She applied the “Page 99 Test” to her new book, The Mediated Climate: How Journalists, Big Tech, and Activists Are Vying for Our Future, and reported the following:
Page 99 of my book discusses the ambivalence that permeates the internet. That is, it discusses the fact that the internet is capable of being used to both facilitate and obstruct quality information and discussion. I am building here on the great work of Whitney Philips and Ryan Milner, who use the concept of ambivalence to emphasize the positive and negative potential of online cultural expression, rather than in its colloquial sense to refer to indecision (I could go either way) or to refer to ambiguity (I’m not sure what she means).Learn more about The Mediated Climate at the Columbia University Press website.
The page opens with this reference to a memo from Facebook executive that illustrates the essence of platform ambivalence:Andrew Bosworth describes the company’s intentional disregard for truth, as evidence. “We connect people. That can be good if they make it positive. Maybe someone finds love. … That can be bad if they make it negative. … Maybe someone dies in a terrorist attack. … The ugly truth is … anything that allows us to connect more people more often is *de facto* good.It then goes on to describe some of the efforts by climate activists to call out platforms, and professionals whose work supports them, on their environmental ambivalence.
Here is the rest of my page 99:This ambivalence has spurred activists to turn their attention to platforms. Climate Creatives, a non-profit association of creatives professions, together with Greenpeace, and the youth civic engagement group Hip Hop Caucus, are leading a coalition of climate organizations calling on the CEOs of Facebook, Google, Twitter, LinkedIn, and TikTok to ban fossil fuel advertising from their platforms. Anusha Narayanan, Greenpeace U.S. climate campaign manager explains: “The definition of hypocrisy is social media giants saying they care about environmental impacts while accepting millions of dollars from fossil fuel corporations to peddle their propaganda.”The tests works! Page 99 is a great one for the reader to get a sense of the whole book and how it details the ways the muck in our communication environment gets in the way of our ability to effectively address the climate crisis, and what people are doing to change that.
In the United Kingdom, the Conscious Advertising Network (CAN) is trying to ensure ad industry ethics is updated to reflect the contemporary realities of the technology behind advertising today. Harriet Kingaby, co-chair of CAN describes how this especially pertains to climate information. She says that the internet has brought about mass data collection, targeted ads, and enormous amounts of ad space (aka ad inventory), factors that are are “turbocharging climate disinformation.” Advertisers are the major driving force behind platforms. And because platforms are the new gatekeeper, promoting the most salacious content and syphoning us off into like-minded groups, advertisers are complicit in creating this toxic environment, by inadvertently paying to support it.
The Mediated Climate emphasizes the importance of thinking about the climate crisis not just as a physical world phenomenon, but also a communication phenomenon — a story about our degraded information and communications environment, where bad faith flourishes, making noise and muddling messages while emissions mount and societies struggle to head off catastrophe. It's also a story of journalists, activists, scientists and other professionals of all stripes who are fighting to improve both our physical and media landscapes. And it’s an invitation to join them.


→ INSTRUCTIONS TO FOLLOW:
Nothing in the records may be left out or reworded; return them exactly.

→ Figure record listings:
-*-*-
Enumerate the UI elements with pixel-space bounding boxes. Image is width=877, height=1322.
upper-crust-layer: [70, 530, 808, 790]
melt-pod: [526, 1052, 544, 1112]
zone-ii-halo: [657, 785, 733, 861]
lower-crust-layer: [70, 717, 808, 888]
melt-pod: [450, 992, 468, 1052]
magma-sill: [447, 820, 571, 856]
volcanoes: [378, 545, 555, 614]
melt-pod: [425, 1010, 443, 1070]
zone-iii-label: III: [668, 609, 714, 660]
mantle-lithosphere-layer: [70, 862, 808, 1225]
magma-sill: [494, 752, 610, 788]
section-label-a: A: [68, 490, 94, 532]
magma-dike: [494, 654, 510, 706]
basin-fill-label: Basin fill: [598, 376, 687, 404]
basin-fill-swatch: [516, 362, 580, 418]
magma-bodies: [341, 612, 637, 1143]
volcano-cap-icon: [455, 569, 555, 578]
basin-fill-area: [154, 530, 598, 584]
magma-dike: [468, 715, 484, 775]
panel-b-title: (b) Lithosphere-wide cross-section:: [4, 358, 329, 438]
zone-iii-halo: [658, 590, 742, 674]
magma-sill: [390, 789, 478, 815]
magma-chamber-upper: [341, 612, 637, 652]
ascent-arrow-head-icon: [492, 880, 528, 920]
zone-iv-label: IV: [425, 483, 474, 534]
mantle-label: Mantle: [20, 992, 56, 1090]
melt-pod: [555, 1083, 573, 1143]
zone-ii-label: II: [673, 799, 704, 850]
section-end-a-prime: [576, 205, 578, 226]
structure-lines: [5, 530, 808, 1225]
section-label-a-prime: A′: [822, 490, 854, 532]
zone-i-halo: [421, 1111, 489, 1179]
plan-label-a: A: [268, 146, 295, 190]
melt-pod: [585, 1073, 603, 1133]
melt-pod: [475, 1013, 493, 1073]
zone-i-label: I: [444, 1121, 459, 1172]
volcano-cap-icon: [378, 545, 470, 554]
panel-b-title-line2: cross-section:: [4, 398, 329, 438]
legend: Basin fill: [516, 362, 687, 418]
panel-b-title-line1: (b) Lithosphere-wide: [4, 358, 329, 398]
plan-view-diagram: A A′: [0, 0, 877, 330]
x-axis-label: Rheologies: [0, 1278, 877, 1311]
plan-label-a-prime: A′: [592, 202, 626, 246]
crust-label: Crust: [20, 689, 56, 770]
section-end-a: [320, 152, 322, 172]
-*-*-
→ TASK SOLUTION:
Enumerate the UI elements with pixel-space bounding boxes. Image is width=877, height=1322.
upper-crust-layer: [70, 530, 808, 790]
melt-pod: [526, 1052, 544, 1112]
zone-ii-halo: [657, 785, 733, 861]
lower-crust-layer: [70, 717, 808, 888]
melt-pod: [450, 992, 468, 1052]
magma-sill: [447, 820, 571, 856]
volcanoes: [378, 545, 555, 614]
melt-pod: [425, 1010, 443, 1070]
zone-iii-label: III: [668, 609, 714, 660]
mantle-lithosphere-layer: [70, 862, 808, 1225]
magma-sill: [494, 752, 610, 788]
section-label-a: A: [68, 490, 94, 532]
magma-dike: [494, 654, 510, 706]
basin-fill-label: Basin fill: [598, 376, 687, 404]
basin-fill-swatch: [516, 362, 580, 418]
magma-bodies: [341, 612, 637, 1143]
volcano-cap-icon: [455, 569, 555, 578]
basin-fill-area: [154, 530, 598, 584]
magma-dike: [468, 715, 484, 775]
panel-b-title: (b) Lithosphere-wide cross-section:: [4, 358, 329, 438]
zone-iii-halo: [658, 590, 742, 674]
magma-sill: [390, 789, 478, 815]
magma-chamber-upper: [341, 612, 637, 652]
ascent-arrow-head-icon: [492, 880, 528, 920]
zone-iv-label: IV: [425, 483, 474, 534]
mantle-label: Mantle: [20, 992, 56, 1090]
melt-pod: [555, 1083, 573, 1143]
zone-ii-label: II: [673, 799, 704, 850]
section-end-a-prime: [576, 205, 578, 226]
structure-lines: [5, 530, 808, 1225]
section-label-a-prime: A′: [822, 490, 854, 532]
zone-i-halo: [421, 1111, 489, 1179]
plan-label-a: A: [268, 146, 295, 190]
melt-pod: [585, 1073, 603, 1133]
melt-pod: [475, 1013, 493, 1073]
zone-i-label: I: [444, 1121, 459, 1172]
volcano-cap-icon: [378, 545, 470, 554]
panel-b-title-line2: cross-section:: [4, 398, 329, 438]
legend: Basin fill: [516, 362, 687, 418]
panel-b-title-line1: (b) Lithosphere-wide: [4, 358, 329, 398]
plan-view-diagram: A A′: [0, 0, 877, 330]
x-axis-label: Rheologies: [0, 1278, 877, 1311]
plan-label-a-prime: A′: [592, 202, 626, 246]
crust-label: Crust: [20, 689, 56, 770]
section-end-a: [320, 152, 322, 172]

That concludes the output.